Joel Yudken, Economic Policy Institute - The Obama administration is considering whether to divest all or part of the federally owned Tennessee Valley Authority as a means to pay down the U.S. debt. The selling off of all or part of the TVA to private ownership would have far-reaching consequences, especially for the 9 million people in the 80,000-square-mile region—encompassing parts of Tennessee, northern Alabama, Mississippi, Kentucky, Georgia, North Carolina, and Virginia—to whom the TVA provides electricity and other services.
Conservatives have long opposed the TVA on the grounds that it is an illegitimate government intrusion into the marketplace. The Obama administration’s fiscal year 2014, 2015, and 2016 budget proposals have called for reducing or eliminating the federal government’s role in programs such as the TVA “which have achieved their original objectives or no longer require Federal participation.” Worried that the TVA’s bond debt, then at $26 billion, could exceed its $30 billion statutory cap and thus impact the federal debt, the administration has suggested ending federal ties in order to “help mitigate risk to taxpayers” and “put the Nation on a sustainable fiscal path”
Opposition has been broad-based, from conservative congressional lawmakers from states and districts in the TVA service area; to the municipally owned and cooperative local power companies and the Tennessee Valley Public Power Association, which represents these distributors; to labor unions representing TVA employees.
The TVA is a corporate agency of the United States, governed by a nine-person board appointed by the president and confirmed by the Senate. Its operations have been self-financed since 1999, requiring no taxpayer money. The TVA operates one of the nation’s largest utility systems, accounting for about 3 percent of U.S. electricity capacity. .
Even though electric power generation and transmission is the TVA’s dominant function, it remains integral to and integrated with the TVA’s nonpower responsibilities, including river and land management, environmental stewardship, and economic development.
Opposition to divestiture received a major boost from a government-commissioned study prepared by Lazard Frères & Co. in 2014 Lazard examined a range of options including privatization, public-sector spinoff, and status quo alternatives. It concluded that, although it had “recommended for privatization in other situations in the U.S. Power & Utility Industry,” several factors led it to “recommend against pursuing a divestiture of TVA.”
1 comment:
Just another step, the farther away from the cold war era the closer the western republics get to their natural condition=third world and always at the edge of revolution.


» **TRY IT**
Make an exact copy of the lines from the one containing "Parse this screenshot: output" through the end of the records below, and leave out every picture.

» **SOURCE MATERIAL**
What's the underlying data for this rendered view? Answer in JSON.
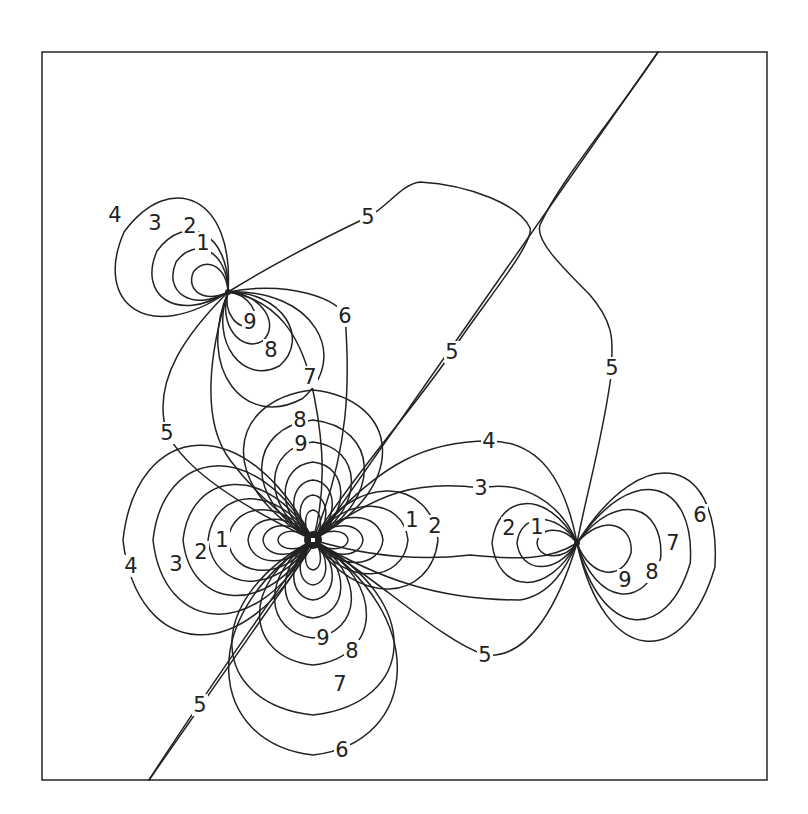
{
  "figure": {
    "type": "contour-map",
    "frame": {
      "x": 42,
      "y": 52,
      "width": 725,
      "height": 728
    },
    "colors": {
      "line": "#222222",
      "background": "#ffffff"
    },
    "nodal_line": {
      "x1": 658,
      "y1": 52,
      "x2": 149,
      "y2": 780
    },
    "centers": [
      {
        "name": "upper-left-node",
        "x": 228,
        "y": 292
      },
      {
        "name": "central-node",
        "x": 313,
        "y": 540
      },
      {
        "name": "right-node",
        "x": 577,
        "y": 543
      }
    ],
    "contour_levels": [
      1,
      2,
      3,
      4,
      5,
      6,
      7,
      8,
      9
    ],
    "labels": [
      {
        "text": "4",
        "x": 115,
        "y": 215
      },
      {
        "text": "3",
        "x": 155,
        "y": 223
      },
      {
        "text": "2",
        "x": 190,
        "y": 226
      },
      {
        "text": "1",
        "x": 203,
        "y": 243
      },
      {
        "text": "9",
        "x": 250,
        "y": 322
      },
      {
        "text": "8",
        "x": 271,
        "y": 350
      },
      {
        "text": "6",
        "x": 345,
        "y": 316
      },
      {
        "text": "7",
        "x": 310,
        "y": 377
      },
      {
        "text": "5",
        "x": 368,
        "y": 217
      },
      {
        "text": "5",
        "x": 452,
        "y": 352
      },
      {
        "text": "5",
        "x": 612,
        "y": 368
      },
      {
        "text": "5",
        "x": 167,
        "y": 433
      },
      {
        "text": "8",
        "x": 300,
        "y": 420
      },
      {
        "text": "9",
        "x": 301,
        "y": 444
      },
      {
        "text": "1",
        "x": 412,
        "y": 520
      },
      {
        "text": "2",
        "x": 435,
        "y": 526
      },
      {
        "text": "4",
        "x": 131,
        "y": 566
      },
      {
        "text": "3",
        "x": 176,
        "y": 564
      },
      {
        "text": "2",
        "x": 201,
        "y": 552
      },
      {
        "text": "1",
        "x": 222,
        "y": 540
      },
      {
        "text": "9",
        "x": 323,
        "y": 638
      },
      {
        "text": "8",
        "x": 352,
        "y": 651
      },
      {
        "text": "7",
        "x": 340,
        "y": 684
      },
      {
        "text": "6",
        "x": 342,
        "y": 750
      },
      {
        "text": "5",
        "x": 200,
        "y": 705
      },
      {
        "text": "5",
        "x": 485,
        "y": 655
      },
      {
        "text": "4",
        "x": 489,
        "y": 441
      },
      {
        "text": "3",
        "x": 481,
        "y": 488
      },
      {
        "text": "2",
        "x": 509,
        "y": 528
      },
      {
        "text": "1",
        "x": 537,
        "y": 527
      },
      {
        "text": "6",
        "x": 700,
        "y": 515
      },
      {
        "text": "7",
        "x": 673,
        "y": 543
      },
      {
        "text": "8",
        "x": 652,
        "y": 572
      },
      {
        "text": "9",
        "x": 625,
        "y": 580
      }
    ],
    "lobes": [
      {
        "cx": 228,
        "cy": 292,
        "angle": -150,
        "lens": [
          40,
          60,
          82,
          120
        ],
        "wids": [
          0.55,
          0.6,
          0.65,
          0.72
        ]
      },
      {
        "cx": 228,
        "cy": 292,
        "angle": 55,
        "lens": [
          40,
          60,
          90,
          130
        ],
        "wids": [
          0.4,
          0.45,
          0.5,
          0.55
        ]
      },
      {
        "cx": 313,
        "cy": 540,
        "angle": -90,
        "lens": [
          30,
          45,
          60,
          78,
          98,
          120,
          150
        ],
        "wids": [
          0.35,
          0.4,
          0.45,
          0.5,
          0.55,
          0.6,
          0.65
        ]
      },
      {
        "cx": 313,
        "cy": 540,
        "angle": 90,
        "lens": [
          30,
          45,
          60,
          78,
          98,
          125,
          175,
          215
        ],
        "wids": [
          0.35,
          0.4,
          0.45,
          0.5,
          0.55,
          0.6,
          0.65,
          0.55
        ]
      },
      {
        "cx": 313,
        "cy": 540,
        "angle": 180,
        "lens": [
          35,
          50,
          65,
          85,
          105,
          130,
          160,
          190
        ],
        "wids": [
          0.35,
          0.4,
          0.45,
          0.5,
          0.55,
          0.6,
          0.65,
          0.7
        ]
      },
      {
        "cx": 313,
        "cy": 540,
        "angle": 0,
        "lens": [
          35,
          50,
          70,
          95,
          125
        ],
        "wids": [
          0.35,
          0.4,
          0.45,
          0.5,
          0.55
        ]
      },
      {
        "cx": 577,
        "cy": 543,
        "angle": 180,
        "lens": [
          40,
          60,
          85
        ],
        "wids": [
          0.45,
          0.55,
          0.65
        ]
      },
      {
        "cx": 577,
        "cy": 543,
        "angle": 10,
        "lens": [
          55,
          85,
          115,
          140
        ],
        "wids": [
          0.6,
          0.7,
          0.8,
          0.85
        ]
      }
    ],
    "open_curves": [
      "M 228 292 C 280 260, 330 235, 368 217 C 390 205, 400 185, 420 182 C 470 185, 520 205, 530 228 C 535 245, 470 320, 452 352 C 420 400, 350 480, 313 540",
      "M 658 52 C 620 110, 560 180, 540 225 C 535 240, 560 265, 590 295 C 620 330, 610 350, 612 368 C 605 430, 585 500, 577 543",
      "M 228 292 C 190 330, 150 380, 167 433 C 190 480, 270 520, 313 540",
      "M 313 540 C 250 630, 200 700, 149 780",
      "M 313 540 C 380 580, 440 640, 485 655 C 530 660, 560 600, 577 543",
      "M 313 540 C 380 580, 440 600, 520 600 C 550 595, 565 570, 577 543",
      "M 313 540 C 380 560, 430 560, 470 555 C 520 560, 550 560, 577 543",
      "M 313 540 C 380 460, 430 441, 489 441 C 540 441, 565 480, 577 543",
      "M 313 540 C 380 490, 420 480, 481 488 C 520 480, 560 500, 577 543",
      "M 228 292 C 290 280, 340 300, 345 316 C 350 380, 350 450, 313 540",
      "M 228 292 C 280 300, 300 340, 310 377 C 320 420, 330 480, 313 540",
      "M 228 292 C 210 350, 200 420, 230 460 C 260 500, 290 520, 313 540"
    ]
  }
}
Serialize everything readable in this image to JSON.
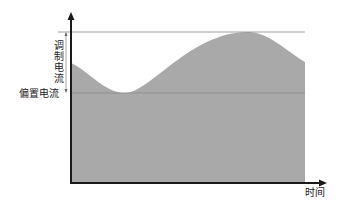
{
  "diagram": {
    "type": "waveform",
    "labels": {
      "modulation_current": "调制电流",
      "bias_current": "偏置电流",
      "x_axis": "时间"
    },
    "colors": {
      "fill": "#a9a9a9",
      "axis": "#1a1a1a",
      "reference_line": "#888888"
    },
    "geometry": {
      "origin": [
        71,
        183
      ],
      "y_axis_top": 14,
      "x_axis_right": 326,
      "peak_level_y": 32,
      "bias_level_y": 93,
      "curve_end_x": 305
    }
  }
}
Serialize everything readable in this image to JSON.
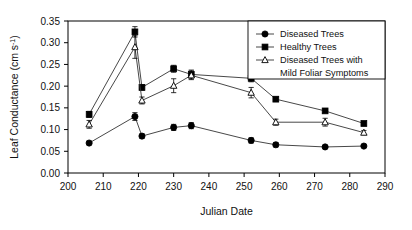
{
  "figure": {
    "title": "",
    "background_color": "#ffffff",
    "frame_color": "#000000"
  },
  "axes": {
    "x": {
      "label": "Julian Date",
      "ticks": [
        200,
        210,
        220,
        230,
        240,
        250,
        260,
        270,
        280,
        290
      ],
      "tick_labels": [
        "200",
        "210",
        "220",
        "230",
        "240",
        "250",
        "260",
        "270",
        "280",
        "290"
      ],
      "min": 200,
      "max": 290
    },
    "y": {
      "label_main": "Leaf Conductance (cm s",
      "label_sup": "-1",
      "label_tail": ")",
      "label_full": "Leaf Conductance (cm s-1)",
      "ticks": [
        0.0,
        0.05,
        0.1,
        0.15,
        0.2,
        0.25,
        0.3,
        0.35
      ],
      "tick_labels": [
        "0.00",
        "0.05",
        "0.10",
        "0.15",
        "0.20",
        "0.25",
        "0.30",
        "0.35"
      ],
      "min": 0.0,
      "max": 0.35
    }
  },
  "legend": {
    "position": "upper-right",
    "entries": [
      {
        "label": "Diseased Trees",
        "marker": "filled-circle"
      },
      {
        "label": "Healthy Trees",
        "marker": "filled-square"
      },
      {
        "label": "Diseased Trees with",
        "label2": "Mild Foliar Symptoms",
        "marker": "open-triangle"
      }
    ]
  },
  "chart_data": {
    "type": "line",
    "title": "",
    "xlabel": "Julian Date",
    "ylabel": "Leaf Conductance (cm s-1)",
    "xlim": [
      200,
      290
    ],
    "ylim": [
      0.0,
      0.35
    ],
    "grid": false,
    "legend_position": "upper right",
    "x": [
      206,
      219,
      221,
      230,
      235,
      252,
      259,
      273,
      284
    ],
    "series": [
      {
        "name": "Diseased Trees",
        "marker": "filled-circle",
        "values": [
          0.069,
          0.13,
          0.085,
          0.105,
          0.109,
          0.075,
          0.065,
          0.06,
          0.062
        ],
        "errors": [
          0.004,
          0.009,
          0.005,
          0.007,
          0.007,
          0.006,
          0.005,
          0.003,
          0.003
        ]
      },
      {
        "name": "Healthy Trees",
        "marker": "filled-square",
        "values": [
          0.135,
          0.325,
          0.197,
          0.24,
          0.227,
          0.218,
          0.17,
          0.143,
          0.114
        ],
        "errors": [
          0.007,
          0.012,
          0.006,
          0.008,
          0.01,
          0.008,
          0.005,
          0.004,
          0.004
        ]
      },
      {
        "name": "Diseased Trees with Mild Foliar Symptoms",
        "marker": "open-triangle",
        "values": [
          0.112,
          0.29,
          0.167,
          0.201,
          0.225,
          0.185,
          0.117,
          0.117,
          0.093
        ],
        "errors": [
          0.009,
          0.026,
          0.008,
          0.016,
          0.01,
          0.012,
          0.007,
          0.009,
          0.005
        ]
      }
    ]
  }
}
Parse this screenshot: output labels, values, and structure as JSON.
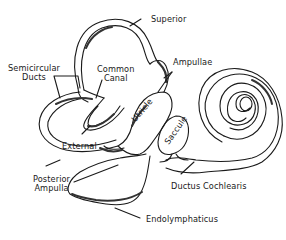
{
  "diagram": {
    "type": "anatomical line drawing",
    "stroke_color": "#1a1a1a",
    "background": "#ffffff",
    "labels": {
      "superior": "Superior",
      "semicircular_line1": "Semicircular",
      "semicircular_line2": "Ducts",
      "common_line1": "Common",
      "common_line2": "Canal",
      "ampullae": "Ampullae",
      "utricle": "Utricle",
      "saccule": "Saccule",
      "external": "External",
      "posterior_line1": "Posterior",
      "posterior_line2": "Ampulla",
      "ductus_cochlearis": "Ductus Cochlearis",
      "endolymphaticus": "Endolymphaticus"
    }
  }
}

» **WRITTEN SOLUTION**
Parse this screenshot: output labels, values, and structure as JSON.
{
  "diagram": {
    "type": "anatomical line drawing",
    "stroke_color": "#1a1a1a",
    "background": "#ffffff",
    "labels": {
      "superior": "Superior",
      "semicircular_line1": "Semicircular",
      "semicircular_line2": "Ducts",
      "common_line1": "Common",
      "common_line2": "Canal",
      "ampullae": "Ampullae",
      "utricle": "Utricle",
      "saccule": "Saccule",
      "external": "External",
      "posterior_line1": "Posterior",
      "posterior_line2": "Ampulla",
      "ductus_cochlearis": "Ductus Cochlearis",
      "endolymphaticus": "Endolymphaticus"
    }
  }
}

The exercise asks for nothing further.